Opinions remain bitterly divided on the merits of the new Broadway pedestrian plazas that opened on Memorial Day, and an official analysis of the pilot program's traffic impact won't be available any time soon. The Times has found that the DOT's previous timeline for studying the changes has been pushed back because the department still isn't finished hanging traffic signals, painting roads, building out the plazas and adding concrete barriers. Officials won't start measuring the program's effects until the middle of August and won't submit a final report until December, when Bloomberg will decide whether to make the changes permanent. DOT Commissioner Janette Sadik-Khan says, "When we have finished the project, we will begin collecting the data. You wouldn’t want to look at a Picasso that’s halfway done." But some critics are already trashing Sadik-Khan's masterpiece; cab driver Fhahidul Hossain tells the Times, "If you have one fare to go to the theater district, your day or night is finished. A 10-minute fare is going to take you an hour or so. It's a nightmare. In Manhattan, you have to move, man. You cannot do it like this. This is not Europe. This is New York City, for God's sake!" And don't even get Hossain started on those lawn chairs.




Oh yes. Go ask the cab driver for his opinion. I mean, the man spends fourteen hours a day behind the wheel of a taxi, he's gotta be an expert in urban planning, right? Right?
What chutzpah!
DOT Commish Sadik-Khan compares her silly pet project with its cheap lawn chairs and orange cones to Pablo Picasso, a 20th-century master and cultural icon?
That alone shows the hubris and arrogance of this person.
The fact that this simple project is still not complete five weeks on and that data has not been released shows her incompetence and disorganization.
Big on ideas, short on success!
What's up with those lawn chairs? It does make the plan less thought out. I thought the tourists brought them there when I passed by for the first time.
They've said a number of times... the lawn chairs are a temporary measure only. They have real street furniture on order, but it's apparently not ready yet, so they went with a cheap stopgap. Why get so hung up on the lawn chairs, though? Sure, they're cheesy, but they're better than Hossain and his cab speeding by.
Um, I think that was just an expression, such as, you can`t tell what a landscaping job will end up as half way through the job, not trying to compare a car-free broadway to Picasso. But I could be mistaken.
Don't expect anything resembling rational thought from "thefacts." He hates anything having to do with pedestrians, bicycles, the outdoors, public spaces, etc. He owns a bicycle but resolutely refuses to ride it. Ever. I'll be thinking of his face screwed up into a grimace of absolute fury and hatred while I enjoy the return of the bigger and better Summer Streets this August.
why would she compare this improvement with some overrated chicken scratch demented artist?
Seems to me I've only every been stuck in traffic in the theatre district while riding in a cab that has, for no reason and not by my request, been piloted into the theatre district by the unwashed and barely licensed cab driver in front. The problem of traffic in the theatre district is not the proliferation of fares to said district: it's the use of said district as a major artery, which it IS NOT. Horses could drive cabs better than most of these dummies doing it now.
The "pedestrian mall" is just an ugly, underplanned mess.
Enjoy the lawn chairs touristas, you won't find me there.
A big portion of the project is conditioning drivers not to drive through that area. Any report so soon after the project was implemented, before it's even complete, would not paint an accurate picture.
If it's a hassle to get to the theater district by cab, maybe people will use their brains and get there another way, since there are like fourteen different trains that go there. Problem solved.
When the homeless start settling in numbers and with their carts, then this experiment is over.
Anyone who goes into Times Square or the Theater District should know what they're getting into.
Either way they get what they deserve.
The NYT summed up the failure of this midwestern mall best:
http://www.nytimes.com/2009/07/01/nyregion/01bigcity.html?_r=1&ref=nyregion
Tourists and transplants may like it, but no one else.
I am a native and I like it. I also think it should be extended to Central Park and down to 34th, and 42nd and 34th should be closed and converted as well.
Nobody goes that anyway -- it's too crowded.
It isn't a proper mall just yet: it lacks trees, grassy knolls and a stream running through the middle with class 2 rapids for kayaking.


> [Task objective]
Exactly and only the lines from the line holding "This screenshot has" to the end of the records should be reproduced. Leave pictures out.

Screenshot grounding data:

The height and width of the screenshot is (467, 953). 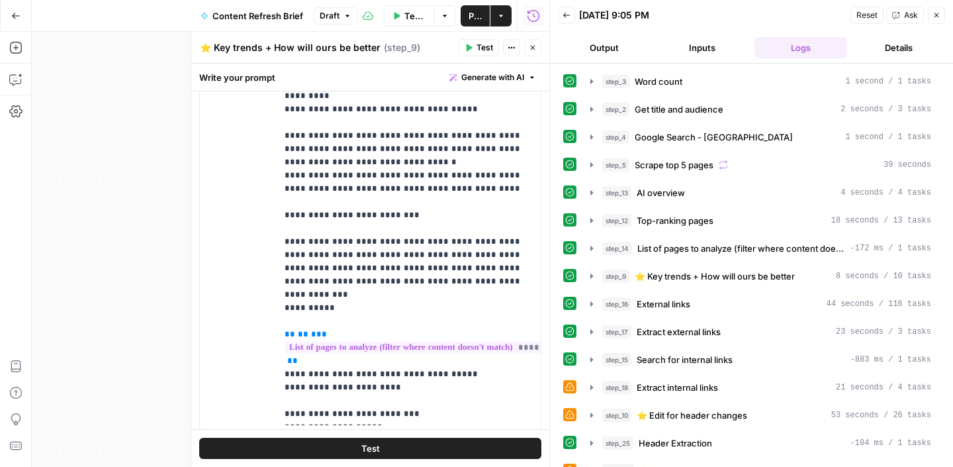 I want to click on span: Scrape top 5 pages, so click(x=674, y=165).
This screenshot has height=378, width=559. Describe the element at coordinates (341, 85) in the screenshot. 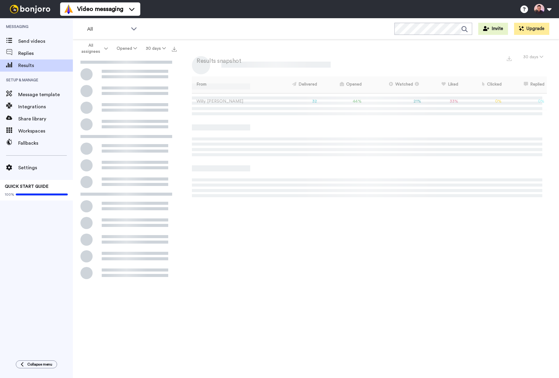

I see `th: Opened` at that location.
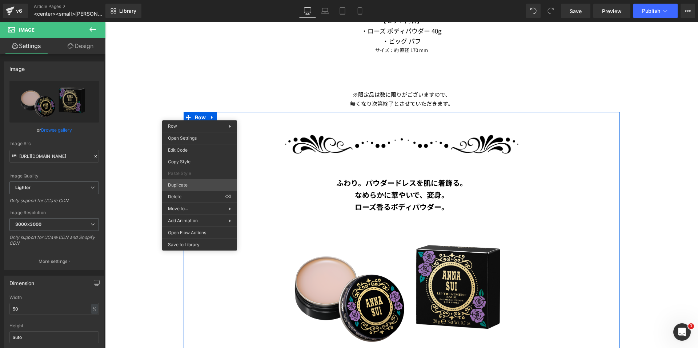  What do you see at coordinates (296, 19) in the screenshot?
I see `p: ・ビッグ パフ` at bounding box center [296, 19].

> [Solved problem]
This screenshot has height=378, width=559. Describe the element at coordinates (341, 85) in the screenshot. 

I see `th: Opened` at that location.
  What do you see at coordinates (296, 19) in the screenshot?
I see `p: ・ビッグ パフ` at bounding box center [296, 19].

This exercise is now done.